- Rig-generated data provide a pathway to building better, lower cost wells.
- Rig-generated data allow smaller E&P companies to participate in the Big Data revolution.
A drilling industry notion in the pre-rig class delineation days more than a decade ago postulated, “A rig is a rig is a rig.”
Adoption of alternating current variable frequency drive (AC-VFD) drilling technology ended the nostrum of the rig as a commodity service. Yet, the advent of Big Data analytics promises to revive that timeworn cliché in an unexpectedly positive way.
The Big Data movement in oil and gas is loosely bifurcated between production optimization, where benefits accrue to E&P companies from data mining archived well data, and the drilling process, which offers real-time data acquisition via the rig’s instrumentation package.
Those silos promise to converge into a holistic approach that integrates drilling, completion engineering and production optimization into a unified package that delivers better wells with lower lifetime costs.
Estimates on data volume from the drilling process are up to 7,000 items per second across 20 to 40 channels. But large volumes of data also carry the baggage of large volumes of noise. Efforts are underway to calibrate, normalize and identify the most important features of that rig-generated data stream. The process incorporates complex algorithms, development of key performance indicators and the ability to extract usable parameters for decision-making in real time for well construction via easily understood visualization.
In fact, the data, algorithms to parse the data and the ability to visualize and communicate the result exist now.
In February 2017 Exxon Mobil licensed its Drilling Advisory System and its machine learning algorithms to Pason Systems Inc., the largest provider of rental instrumentation packages for land-based drilling rigs. Pason recently completed a study that showed the licensed advisory system improved ROP by 35% over a 360-well dataset featuring similar properties.
In January 2017 Pason acquired Verdazo Analytics Inc., a software company that creates visual analytic tools, templates and customizable reports integrating public and proprietary data into machine learning processes. Verdazo is integrating wellbore porosity predictions captured via drilling to assist completion engineering.
The end game is to expand beyond drilling a faster lateral into building a better lateral, which leads to reduced costs and mechanical issues, not just in the completion process but compounded over a well’s lifecycle.
Service providers bring significant volumes of data to the table as every new well becomes a datapoint. The benefit from processes, such as machine learning, resides in extracting actionable options from large datasets curated in a way that provides quality information. The ability to capture, store and generate analytics via a simple interface is opening the path for machine learning in real time.
Instrumentation systems and analytics used in machine learning can fit modern AC-VFD rigs and be retrofitted for legacy diesel electric rigs. Technology is no longer the issue; the challenge is overcoming human foibles. Full adoption may require the creation of regional consortia of aggregated drilling data, which allow E&P companies to benefit while preserving individual well anonymity—a concept easier said than done.
Integrating real-time rig data to improve reservoir insight requires a holistic approach from an industry that is characterized by discrete silos of expertise, whether in the form of services or internally across the organization for E&P companies.
Doing so will create tangible benefits in hydrocarbon recovery and cost reduction via better wells by expanding communication between the ROP-focused drilling manager, the IP-focused completions engineer, the EUR-oriented production manager and the internal rate of return-oriented investor relations officer.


## Exercise instructions
Please show every line from the entries that carries the word "list".

(Data tied to figure images)
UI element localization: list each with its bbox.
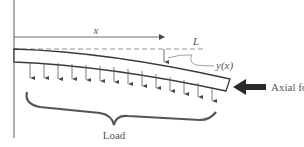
beam-diagram: x L y(x) Load Axial force [0,0,304,147]
load-label: Load [103,129,126,141]
L-label: L [192,35,199,47]
x-label: x [93,24,99,36]
deflection-leader-line [168,55,214,66]
load-brace [27,92,216,125]
axial-force-arrow [233,79,266,95]
axial-force-label: Axial force [271,81,304,93]
deflection-label: y(x) [215,59,233,72]
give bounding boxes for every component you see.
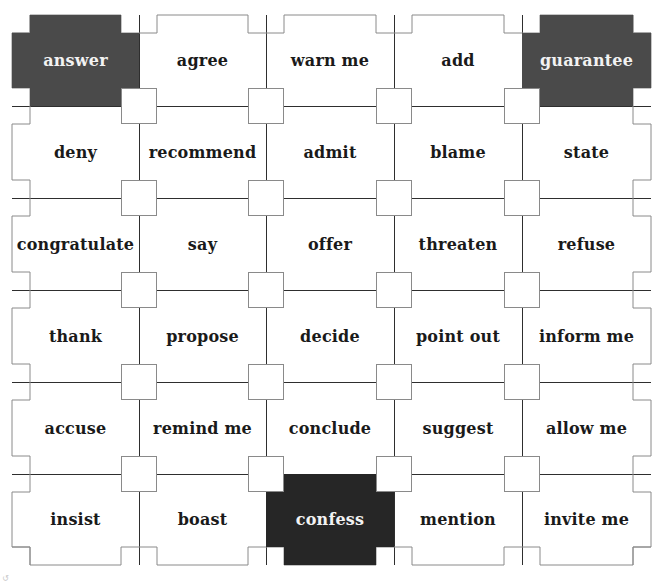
cell-label: threaten — [419, 235, 498, 254]
grid-cell[interactable]: recommend — [139, 106, 266, 198]
cell-label: inform me — [539, 327, 634, 346]
intersection-square — [248, 364, 284, 400]
grid-cell[interactable]: boast — [139, 474, 266, 565]
cell-label: decide — [300, 327, 360, 346]
intersection-square — [121, 272, 157, 308]
intersection-square — [248, 180, 284, 216]
cell-label: admit — [304, 143, 357, 162]
corner-mark: ↺ — [2, 574, 9, 581]
grid-cell[interactable]: guarantee — [522, 15, 651, 106]
grid-cell[interactable]: admit — [266, 106, 394, 198]
grid-line — [12, 290, 651, 291]
grid-cell[interactable]: add — [394, 15, 522, 106]
grid-cell[interactable]: propose — [139, 290, 266, 382]
intersection-square — [121, 456, 157, 492]
cell-label: blame — [430, 143, 486, 162]
intersection-square — [376, 180, 412, 216]
intersection-square — [504, 180, 540, 216]
cell-label: recommend — [149, 143, 257, 162]
cell-label: congratulate — [17, 235, 134, 254]
grid-line — [12, 106, 651, 107]
grid-cell[interactable]: state — [522, 106, 651, 198]
cell-label: deny — [54, 143, 97, 162]
grid-cell[interactable]: insist — [12, 474, 139, 565]
cell-label: invite me — [544, 510, 629, 529]
grid-cell[interactable]: offer — [266, 198, 394, 290]
cell-label: suggest — [423, 419, 494, 438]
cell-label: guarantee — [540, 51, 633, 70]
cell-label: allow me — [546, 419, 627, 438]
intersection-square — [121, 364, 157, 400]
grid-cell[interactable]: decide — [266, 290, 394, 382]
grid-cell[interactable]: invite me — [522, 474, 651, 565]
grid-line — [12, 198, 651, 199]
grid-cell[interactable]: confess — [266, 474, 394, 565]
grid-cell[interactable]: thank — [12, 290, 139, 382]
cell-label: agree — [177, 51, 228, 70]
grid-cell[interactable]: remind me — [139, 382, 266, 474]
game-board: answeragreewarn meaddguaranteedenyrecomm… — [0, 0, 661, 581]
cell-label: propose — [166, 327, 239, 346]
cell-label: add — [441, 51, 474, 70]
grid-cell[interactable]: warn me — [266, 15, 394, 106]
cell-label: thank — [49, 327, 102, 346]
intersection-square — [504, 272, 540, 308]
intersection-square — [121, 180, 157, 216]
grid-cell[interactable]: mention — [394, 474, 522, 565]
grid-cell[interactable]: congratulate — [12, 198, 139, 290]
grid-cell[interactable]: allow me — [522, 382, 651, 474]
intersection-square — [248, 272, 284, 308]
grid-cell[interactable]: conclude — [266, 382, 394, 474]
cell-label: answer — [43, 51, 108, 70]
cell-label: say — [188, 235, 217, 254]
intersection-square — [248, 88, 284, 124]
grid-cell[interactable]: answer — [12, 15, 139, 106]
cell-label: refuse — [558, 235, 616, 254]
cell-label: insist — [50, 510, 100, 529]
grid-cell[interactable]: threaten — [394, 198, 522, 290]
cell-label: conclude — [289, 419, 371, 438]
grid-line — [12, 382, 651, 383]
grid-cell[interactable]: deny — [12, 106, 139, 198]
grid-cell[interactable]: agree — [139, 15, 266, 106]
cell-label: confess — [296, 510, 365, 529]
grid-cell[interactable]: refuse — [522, 198, 651, 290]
intersection-square — [376, 272, 412, 308]
intersection-square — [504, 456, 540, 492]
intersection-square — [376, 88, 412, 124]
grid-cell[interactable]: blame — [394, 106, 522, 198]
grid-cell[interactable]: suggest — [394, 382, 522, 474]
cell-label: remind me — [153, 419, 252, 438]
grid-cell[interactable]: inform me — [522, 290, 651, 382]
intersection-square — [376, 364, 412, 400]
cell-label: mention — [420, 510, 496, 529]
cell-label: boast — [178, 510, 228, 529]
cell-label: accuse — [45, 419, 107, 438]
cell-label: state — [564, 143, 609, 162]
intersection-square — [504, 364, 540, 400]
cell-label: offer — [308, 235, 352, 254]
cell-label: warn me — [291, 51, 369, 70]
cell-label: point out — [416, 327, 500, 346]
grid-cell[interactable]: accuse — [12, 382, 139, 474]
grid-cell[interactable]: point out — [394, 290, 522, 382]
grid-cell[interactable]: say — [139, 198, 266, 290]
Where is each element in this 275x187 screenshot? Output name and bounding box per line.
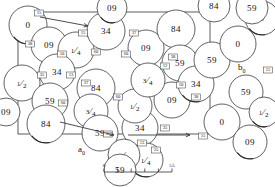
atom-height-label: 0 [235,39,240,49]
structure-diagram-svg: 0091⁄43409341⁄25984843⁄459341⁄209091⁄484… [0,0,275,187]
atom-height-label: 34 [52,67,62,77]
atom-height-label: 09 [107,3,117,13]
bond-distance-label: 37 [132,30,137,35]
bond-distance-label: 60 [94,49,99,54]
bond-distance-label: 60 [61,100,66,105]
bond-distance-label: 60 [124,51,129,56]
atom-height-label: 84 [41,119,51,129]
atom-height-label: 0 [219,117,224,127]
bond-distance-label: 35 [40,72,45,77]
bond-distance-label: 55 [154,147,159,152]
bond-distance-label: 38 [28,41,33,46]
bond-distance-label: 10 [60,51,65,56]
bond-distance-label: 15 [266,67,271,72]
atom-height-label: 59 [45,96,55,106]
atom-height-label: 59 [241,87,251,97]
atom-height-label: 34 [191,79,201,89]
bond-distance-label: 35 [163,125,168,130]
atom-height-label: 34 [101,26,111,36]
bond-distance-label: 13 [69,72,74,77]
atom-height-label: 09 [1,107,11,117]
atom-height-label: 84 [91,83,101,93]
bond-distance-label: 60 [116,94,121,99]
bond-distance-label: 15 [37,10,42,15]
bond-distance-label: 10 [179,82,184,87]
bond-distance-label: 13 [140,140,145,145]
atom-height-label: 09 [245,137,255,147]
atom-height-label: 59 [115,165,125,175]
crystal-packing-figure: 0091⁄43409341⁄25984843⁄459341⁄209091⁄484… [0,0,275,187]
scale-label-right: 5Å [169,163,175,168]
atom-height-label: 84 [171,24,181,34]
atom-height-label: 09 [44,40,54,50]
axis-label-a0: a0 [78,144,85,156]
atom-height-label: 09 [167,95,177,105]
atom-height-label: 34 [135,123,145,133]
atom-height-label: 09 [141,43,151,53]
atom-height-label: 59 [247,3,257,13]
bond-distance-label: 38 [194,94,199,99]
atom-height-label: 84 [209,1,219,11]
bond-distance-label: 12 [163,63,168,68]
atom-height-label: 59 [207,55,217,65]
axis-label-b0: b0 [238,62,246,74]
bond-distance-label: 37 [84,80,89,85]
bond-distance-label: 15 [201,133,206,138]
bond-distance-label: 38 [171,54,176,59]
atom-circles-group: 0091⁄43409341⁄25984843⁄459341⁄209091⁄484… [0,0,275,186]
atom-height-label: 0 [25,20,30,30]
bond-distance-label: 15 [81,30,86,35]
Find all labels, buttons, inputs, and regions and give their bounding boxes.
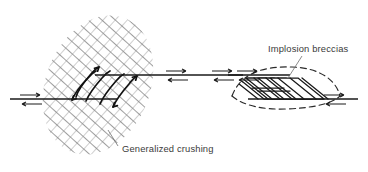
arrow-left [214, 78, 234, 82]
arrow-left [326, 102, 346, 106]
arrow-left [22, 102, 42, 106]
arrow-right [237, 69, 257, 73]
figure-canvas: Generalized crushing Implosion breccias [0, 0, 368, 172]
generalized-crushing-label: Generalized crushing [122, 143, 214, 154]
implosion-breccias-label: Implosion breccias [268, 43, 348, 54]
arrow-right [166, 69, 186, 73]
arrow-right [20, 93, 40, 97]
arrow-right [212, 69, 232, 73]
label-implosion-breccias: Implosion breccias [268, 43, 348, 78]
arrow-right [324, 93, 344, 97]
right-dilational-jog [228, 67, 358, 109]
implosion-breccia-blocks [234, 78, 328, 99]
arrow-left [168, 78, 188, 82]
structural-geology-figure: Generalized crushing Implosion breccias [0, 0, 368, 172]
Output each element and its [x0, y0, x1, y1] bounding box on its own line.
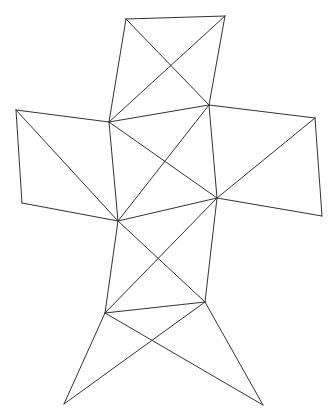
edge-JD [209, 105, 217, 198]
edge-JK [105, 198, 217, 313]
edge-DG [209, 105, 315, 118]
edge-HJ [217, 198, 322, 216]
edge-AB [126, 16, 225, 19]
edge-JL [205, 198, 217, 302]
edge-IK [105, 221, 118, 313]
edge-AD [126, 19, 209, 105]
edge-DC [109, 105, 209, 122]
edge-KL [105, 302, 205, 313]
edge-GJ [217, 118, 315, 198]
edge-DI [118, 105, 209, 221]
edge-LM [64, 302, 205, 404]
edge-GH [315, 118, 322, 216]
edge-KM [64, 313, 105, 404]
edge-LN [205, 302, 263, 405]
net-diagram [0, 0, 336, 415]
edge-BD [209, 16, 225, 105]
edge-CI [109, 122, 118, 221]
edge-IL [118, 221, 205, 302]
edge-CA [109, 19, 126, 122]
edge-FE [16, 110, 22, 203]
edge-CJ [109, 122, 217, 198]
edge-EC [16, 110, 109, 122]
edge-KN [105, 313, 263, 405]
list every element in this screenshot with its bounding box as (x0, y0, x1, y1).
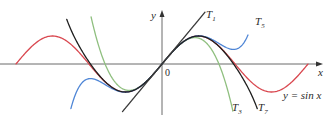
label-t5: T5 (255, 15, 265, 30)
taylor-polynomial-chart: x y 0 T1 T5 T3 T7 y = sin x (0, 0, 324, 115)
y-axis-label: y (150, 9, 156, 21)
curve-t1 (122, 12, 205, 111)
label-t7: T7 (258, 101, 268, 115)
x-axis-label: x (317, 66, 323, 78)
label-t3: T3 (232, 101, 242, 115)
origin-label: 0 (165, 67, 170, 78)
label-sin-x: y = sin x (282, 89, 321, 101)
label-t1: T1 (206, 8, 216, 23)
y-axis-arrow-icon (160, 10, 165, 17)
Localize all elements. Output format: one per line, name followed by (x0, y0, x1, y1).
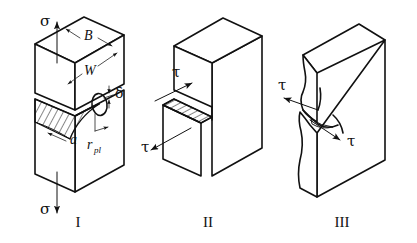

## Written solution
UI element localization: list each with its bbox.
list every element in this screenshot with its bounding box as (x0, y0, x1, y1).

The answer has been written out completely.